In the Next Room (or The Vibrator Play)

In the Next Room (or The Vibrator Play)
By Sarah Ruhl. National University Theatre Society (NUTS). Directed by Dylan van den Berg. The Playhouse, Canberra Theatre. October 1-4 2014

This play is possibly the most hilariously awkward and excruciatingly funny experience you’ll have in the theatre.

Why awkward? Three words: On Stage Orgasms. Dozens of them, I kid you not, each more intimate than the last. No intimate detail is shirked. Each big O is followed by—oh, my labyrinthitis-afflicted aunt—a ritual washing of the hands.

Don’t worry, all the action was hidden under sheets, as tastefully as possible under the circumstances. Set in the late 1800s, it’s based on the true story of doctors treating hysteria (the late Victorian female mental health diagnosis de jour) with early electric vibrators.

The humour derives from an empathic embarrassment on behalf of the characters. That 1880s society has such strict definitions of sexuality that the women and man involved don’t even have the conceptual framework to make sense what’s happening to them as the vibrator is pressed to their nethers. Not even the doctor twigs that his “therapy” is in any way sexual. The audience of course knows, and the audience knows that if the characters knew they would be mortified.

NUTS have brought off a good amateur production which was enthusiastic and amusing. Some lines you knew were funny were falling flat and that was a timing issue. But they conveyed the layers of complexity surrounding the constricted 1880s social construct of female sexuality. Oliver Baudert as the lucky Doctor Givings was disconcertingly like John Pertwee’s Doctor Who, putting his sonic screwdriver where it’s never been before. Dylan van den Berg was very strong, as always, and had the best comic timing. Molly Jones, however, shone though as Mrs Daldry, a confused woman with attractions towards women she couldn’t begin to address. The near period costumes designed by Ava Jorge were fabulous.

The show climaxed with a moment of genuine, moving tenderness. Certainly not a show for the faint-hearted, this was an interesting and thoughtful production I could heartily recommend.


THE PROBLEM — Look through the material below and count the lines that hold "from". Give that number by itself.

DATA FOR THE TASK —
<<<<

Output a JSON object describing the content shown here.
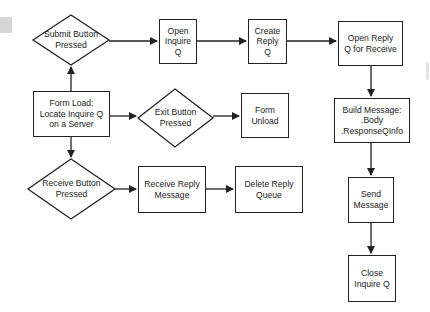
{
  "diagram": {
    "type": "flowchart",
    "nodes": {
      "submit": {
        "shape": "diamond",
        "label": "Submit Button\nPressed"
      },
      "open_inquire": {
        "shape": "box",
        "label": "Open\nInquire\nQ"
      },
      "create_reply": {
        "shape": "box",
        "label": "Create\nReply\nQ"
      },
      "open_reply": {
        "shape": "box",
        "label": "Open Reply\nQ for Receive"
      },
      "form_load": {
        "shape": "box",
        "label": "Form Load:\nLocate Inquire Q\non a Server"
      },
      "exit": {
        "shape": "diamond",
        "label": "Exit Button\nPressed"
      },
      "form_unload": {
        "shape": "box",
        "label": "Form\nUnload"
      },
      "build_message": {
        "shape": "box",
        "label": "Build Message:\n.Body\n.ResponseQInfo"
      },
      "receive": {
        "shape": "diamond",
        "label": "Receive Button\nPressed"
      },
      "receive_reply": {
        "shape": "box",
        "label": "Receive Reply\nMessage"
      },
      "delete_reply": {
        "shape": "box",
        "label": "Delete Reply\nQueue"
      },
      "send_message": {
        "shape": "box",
        "label": "Send\nMessage"
      },
      "close_inquire": {
        "shape": "box",
        "label": "Close\nInquire Q"
      }
    },
    "edges": [
      {
        "from": "form_load",
        "to": "submit"
      },
      {
        "from": "form_load",
        "to": "exit"
      },
      {
        "from": "form_load",
        "to": "receive"
      },
      {
        "from": "submit",
        "to": "open_inquire"
      },
      {
        "from": "open_inquire",
        "to": "create_reply"
      },
      {
        "from": "create_reply",
        "to": "open_reply"
      },
      {
        "from": "open_reply",
        "to": "build_message"
      },
      {
        "from": "build_message",
        "to": "send_message"
      },
      {
        "from": "send_message",
        "to": "close_inquire"
      },
      {
        "from": "exit",
        "to": "form_unload"
      },
      {
        "from": "receive",
        "to": "receive_reply"
      },
      {
        "from": "receive_reply",
        "to": "delete_reply"
      }
    ],
    "colors": {
      "stroke": "#222222",
      "background": "#ffffff",
      "text": "#222222"
    }
  }
}
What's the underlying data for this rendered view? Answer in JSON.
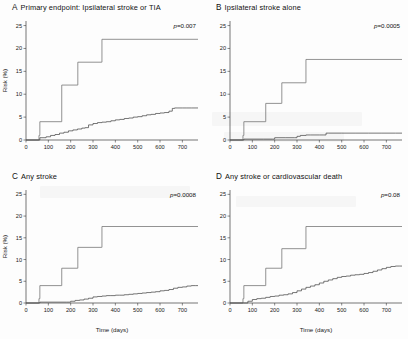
{
  "figure": {
    "axis": {
      "ylabel": "Risk (%)",
      "xlabel": "Time (days)",
      "yticks": [
        "0",
        "5",
        "10",
        "15",
        "20",
        "25"
      ],
      "xticks": [
        "0",
        "100",
        "200",
        "300",
        "400",
        "500",
        "600",
        "700"
      ],
      "ylim": [
        0,
        26
      ],
      "xlim": [
        0,
        770
      ]
    }
  },
  "chart_data": [
    {
      "type": "line",
      "panel": "A",
      "letter": "A",
      "title": "Primary endpoint: Ipsilateral stroke or TIA",
      "pvalue_label": "p=0.007",
      "pvalue": 0.007,
      "xlabel": "",
      "ylabel": "Risk (%)",
      "xlim": [
        0,
        770
      ],
      "ylim": [
        0,
        26
      ],
      "grid": false,
      "legend": "none",
      "series": [
        {
          "name": "medical-therapy-group",
          "style": "step",
          "x": [
            0,
            55,
            58,
            60,
            62,
            158,
            160,
            230,
            232,
            338,
            340,
            770
          ],
          "y": [
            0,
            0,
            1.0,
            1.0,
            4.0,
            4.0,
            12.0,
            12.0,
            17.0,
            17.0,
            22.0,
            22.0
          ]
        },
        {
          "name": "intervention-group",
          "style": "step",
          "x": [
            0,
            60,
            62,
            90,
            110,
            130,
            150,
            170,
            190,
            210,
            230,
            250,
            265,
            280,
            300,
            320,
            340,
            360,
            380,
            400,
            420,
            440,
            460,
            480,
            500,
            520,
            540,
            560,
            580,
            600,
            620,
            640,
            655,
            665,
            680,
            700,
            720,
            740,
            770
          ],
          "y": [
            0,
            0,
            0.5,
            0.7,
            1.0,
            1.2,
            1.5,
            1.7,
            2.0,
            2.2,
            2.4,
            2.6,
            2.7,
            3.3,
            3.6,
            3.8,
            3.9,
            4.0,
            4.2,
            4.4,
            4.5,
            4.7,
            4.8,
            5.0,
            5.1,
            5.3,
            5.5,
            5.6,
            5.8,
            5.9,
            6.0,
            6.3,
            6.9,
            7.0,
            7.0,
            7.0,
            7.0,
            7.0,
            7.0
          ]
        }
      ]
    },
    {
      "type": "line",
      "panel": "B",
      "letter": "B",
      "title": "Ipsilateral stroke alone",
      "pvalue_label": "p=0.0005",
      "pvalue": 0.0005,
      "xlabel": "",
      "ylabel": "Risk (%)",
      "xlim": [
        0,
        770
      ],
      "ylim": [
        0,
        26
      ],
      "grid": false,
      "legend": "none",
      "series": [
        {
          "name": "medical-therapy-group",
          "style": "step",
          "x": [
            0,
            55,
            58,
            60,
            62,
            158,
            160,
            230,
            232,
            338,
            340,
            770
          ],
          "y": [
            0,
            0,
            1.0,
            1.0,
            4.0,
            4.0,
            8.0,
            8.0,
            12.5,
            12.5,
            17.6,
            17.6
          ]
        },
        {
          "name": "intervention-group",
          "style": "step",
          "x": [
            0,
            60,
            62,
            150,
            190,
            200,
            215,
            250,
            290,
            300,
            315,
            340,
            360,
            380,
            400,
            420,
            430,
            440,
            500,
            560,
            620,
            680,
            740,
            770
          ],
          "y": [
            0,
            0,
            0.2,
            0.2,
            0.2,
            0.5,
            0.5,
            0.5,
            0.5,
            0.8,
            1.0,
            1.1,
            1.1,
            1.1,
            1.1,
            1.1,
            1.5,
            1.5,
            1.5,
            1.5,
            1.5,
            1.5,
            1.5,
            1.5
          ]
        }
      ]
    },
    {
      "type": "line",
      "panel": "C",
      "letter": "C",
      "title": "Any stroke",
      "pvalue_label": "p=0.0008",
      "pvalue": 0.0008,
      "xlabel": "Time (days)",
      "ylabel": "Risk (%)",
      "xlim": [
        0,
        770
      ],
      "ylim": [
        0,
        26
      ],
      "grid": false,
      "legend": "none",
      "series": [
        {
          "name": "medical-therapy-group",
          "style": "step",
          "x": [
            0,
            55,
            58,
            60,
            62,
            158,
            160,
            230,
            232,
            338,
            340,
            770
          ],
          "y": [
            0,
            0,
            1.0,
            1.0,
            4.0,
            4.0,
            8.0,
            8.0,
            12.8,
            12.8,
            17.6,
            17.6
          ]
        },
        {
          "name": "intervention-group",
          "style": "step",
          "x": [
            0,
            60,
            62,
            180,
            200,
            220,
            240,
            260,
            280,
            300,
            320,
            340,
            360,
            380,
            400,
            420,
            440,
            460,
            480,
            500,
            520,
            540,
            560,
            580,
            600,
            620,
            640,
            660,
            680,
            700,
            720,
            740,
            760,
            770
          ],
          "y": [
            0,
            0,
            0.2,
            0.2,
            0.4,
            0.6,
            0.7,
            0.9,
            1.1,
            1.4,
            1.5,
            1.6,
            1.7,
            1.7,
            1.8,
            1.8,
            1.9,
            2.0,
            2.1,
            2.2,
            2.3,
            2.4,
            2.5,
            2.6,
            2.8,
            2.9,
            3.1,
            3.4,
            3.6,
            3.7,
            3.9,
            4.0,
            4.0,
            4.0
          ]
        }
      ]
    },
    {
      "type": "line",
      "panel": "D",
      "letter": "D",
      "title": "Any stroke or cardiovascular death",
      "pvalue_label": "p=0.08",
      "pvalue": 0.08,
      "xlabel": "Time (days)",
      "ylabel": "Risk (%)",
      "xlim": [
        0,
        770
      ],
      "ylim": [
        0,
        26
      ],
      "grid": false,
      "legend": "none",
      "series": [
        {
          "name": "medical-therapy-group",
          "style": "step",
          "x": [
            0,
            55,
            58,
            60,
            62,
            158,
            160,
            230,
            232,
            338,
            340,
            770
          ],
          "y": [
            0,
            0,
            1.0,
            1.0,
            4.0,
            4.0,
            8.0,
            8.0,
            12.5,
            12.5,
            17.6,
            17.6
          ]
        },
        {
          "name": "intervention-group",
          "style": "step",
          "x": [
            0,
            60,
            80,
            100,
            120,
            140,
            160,
            180,
            200,
            220,
            240,
            260,
            280,
            300,
            320,
            340,
            360,
            380,
            400,
            420,
            440,
            460,
            480,
            500,
            520,
            540,
            560,
            580,
            600,
            620,
            640,
            660,
            680,
            700,
            720,
            740,
            760,
            770
          ],
          "y": [
            0,
            0,
            0.4,
            0.8,
            1.0,
            1.1,
            1.3,
            1.5,
            1.6,
            1.8,
            1.9,
            2.1,
            2.4,
            2.8,
            3.2,
            3.6,
            3.9,
            4.2,
            4.6,
            5.0,
            5.3,
            5.6,
            5.9,
            6.1,
            6.2,
            6.4,
            6.5,
            6.6,
            6.8,
            7.0,
            7.3,
            7.6,
            7.9,
            8.2,
            8.4,
            8.5,
            8.5,
            8.5
          ]
        }
      ]
    }
  ]
}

>>>>

COMPLETED TASK — 12